The Vibe Coding Playbook: A Jungle Guide for the Context-Driven Developer
<h2> The Tuxedo in the Jungle </h2> <p>We all enter the Vibe Coding domain from different places, carrying different luggage for this new journey. Some are well prepared and start the journey fully equipped. It’s not their first rodeo, as they are seasoned code masters and this is just a new tool.</p> <p>Others travel lightweight and haven’t packed in advance. Little or no prior programming skills at all. Scarce knowledge of important “side” topics that are pillars for the coding world. So, their journey feels more like making their way through a vast jungle - dressed in a tuxedo, no machete, just a small nail clipper for all the thick bushes ahead.</p> <p>I find myself somewhere in the middle. I started this adventure (vibe coding or as I prefer to address it: context coding) fairly recen
The Tuxedo in the Jungle
We all enter the Vibe Coding domain from different places, carrying different luggage for this new journey. Some are well prepared and start the journey fully equipped. It’s not their first rodeo, as they are seasoned code masters and this is just a new tool.
Others travel lightweight and haven’t packed in advance. Little or no prior programming skills at all. Scarce knowledge of important “side” topics that are pillars for the coding world. So, their journey feels more like making their way through a vast jungle - dressed in a tuxedo, no machete, just a small nail clipper for all the thick bushes ahead.

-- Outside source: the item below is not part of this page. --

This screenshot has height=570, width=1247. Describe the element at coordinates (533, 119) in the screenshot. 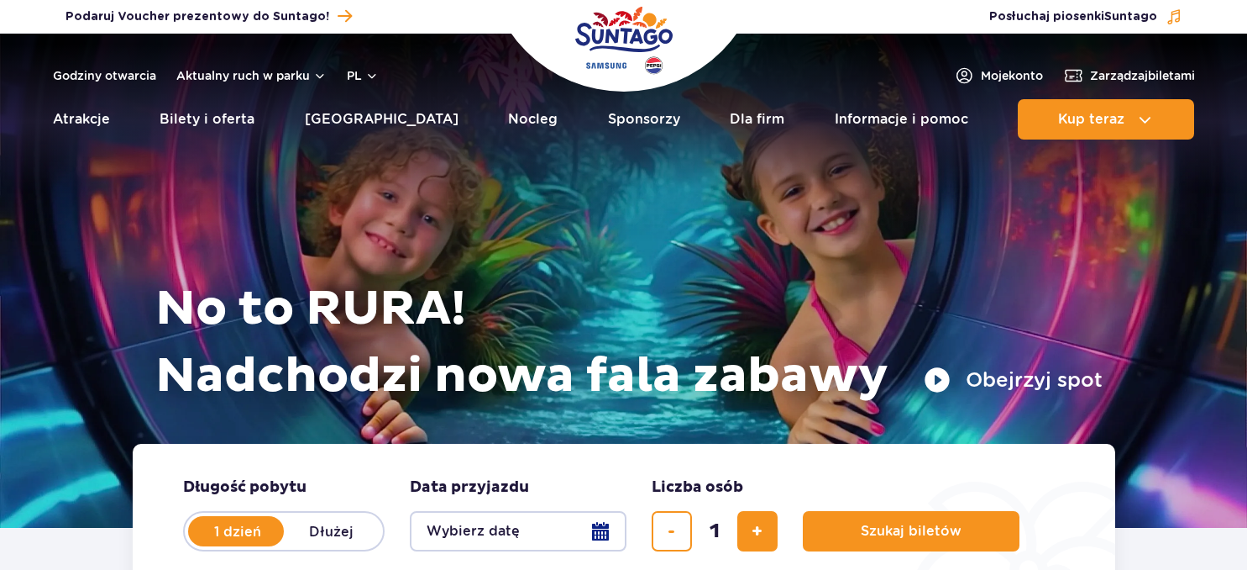

I see `a: Nocleg` at that location.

I find myself somewhere in the middle. I started this adventure (vibe coding or as I prefer to address it: context coding) fairly recently. I left my tuxedo in the wardrobe, but somehow found that a simple t-shirt, shorts and flip flops are not the best jungle attire either.

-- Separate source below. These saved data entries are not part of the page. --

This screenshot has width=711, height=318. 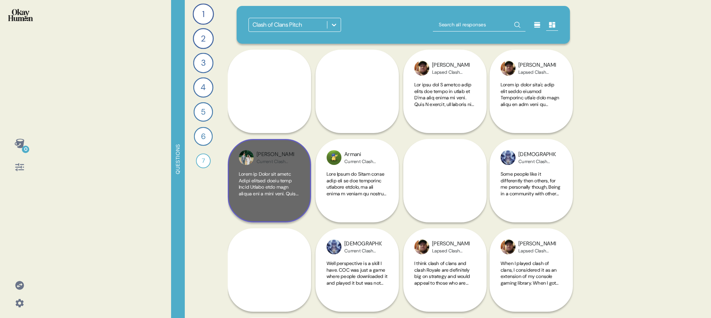 I want to click on div: 0, so click(x=26, y=149).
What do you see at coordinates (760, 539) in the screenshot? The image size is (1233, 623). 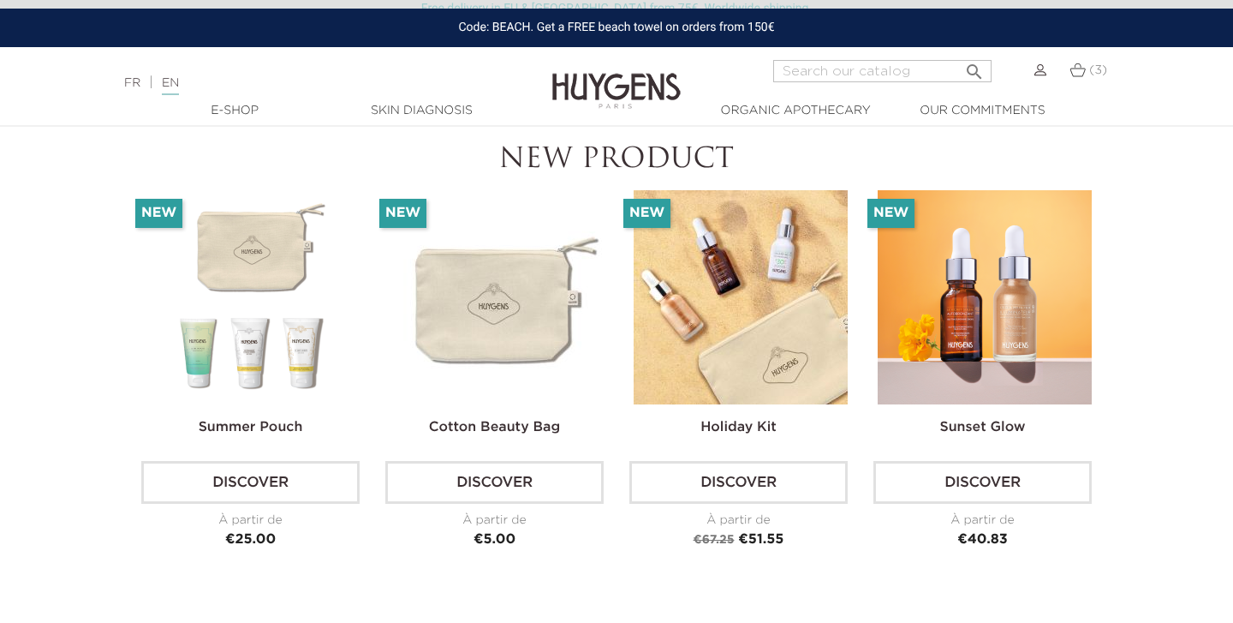 I see `span: €51.55` at bounding box center [760, 539].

From FAQ.md to a Structured Playbook
After watching hundreds of YouTube tutorials on this subject, I still had (have) millions of questions and lots of blind spots. One day I just decided to sit down and spontaneously write down all my questions into a simple text file.
Then it turned to a FAQ.md file. Then came the insight to feed that file to the top 10 LLM models and collect back their answers - and put them in a separate directory of .md files.
That is how this vague idea turned into a vibe coding project, as I asked OpenCode to analyze all these .md files and produce structured content for vibe coding newbies like myself.
Perhaps the title - Vibe Coding Playbook - feels too grandiose for such a modest project.
But this is a work in progress and I really do hope that this little repo of mine could one day be a beneficial pit stop for all in need of some help on this long and exhausting drive.
My bigger hope is that there will be people who would help to make that come true. With more content or at least with competent feedback , comments and/or ideas.
What’s Inside the Repo?
So far the repo is really humble: a brief intro to Vibe Coding as a term, followed by 11 sections with short explanations of different aspects of this subject. All based on this FAQ.md and the answers from the Top 10 LLM models.
Recently I created also a Roadmap section with plans for future content to be added.
Using OpenCode as my coding partner, I did some basic styling, polished the content and added basic examples here and there. As I said, it is still rather a draft or beta version, than a finished work.
So far, the project took 6 days and 39 commits. But I still consider it...
A Work in Progress
Vibe (context) coding itself is a real jungle whose trees, bushes and lianas change colors - and even places - literally every day. So edits and adjustments are inevitable, for that I am sure.
Check out the repo here: https://github.com/plamen5rov/vibe-coding-playbook
I really can’t wait to read your reaction, observation, assessment, comments and even criticism.
There are at least two things that are far worse than criticism: silence and indifference.
I’d love to hear your thoughts.
Do you feel like you’re hacking through the jungle with a nail clipper, or have you found your "machete" yet?
Non-hateful comments are highly welcome.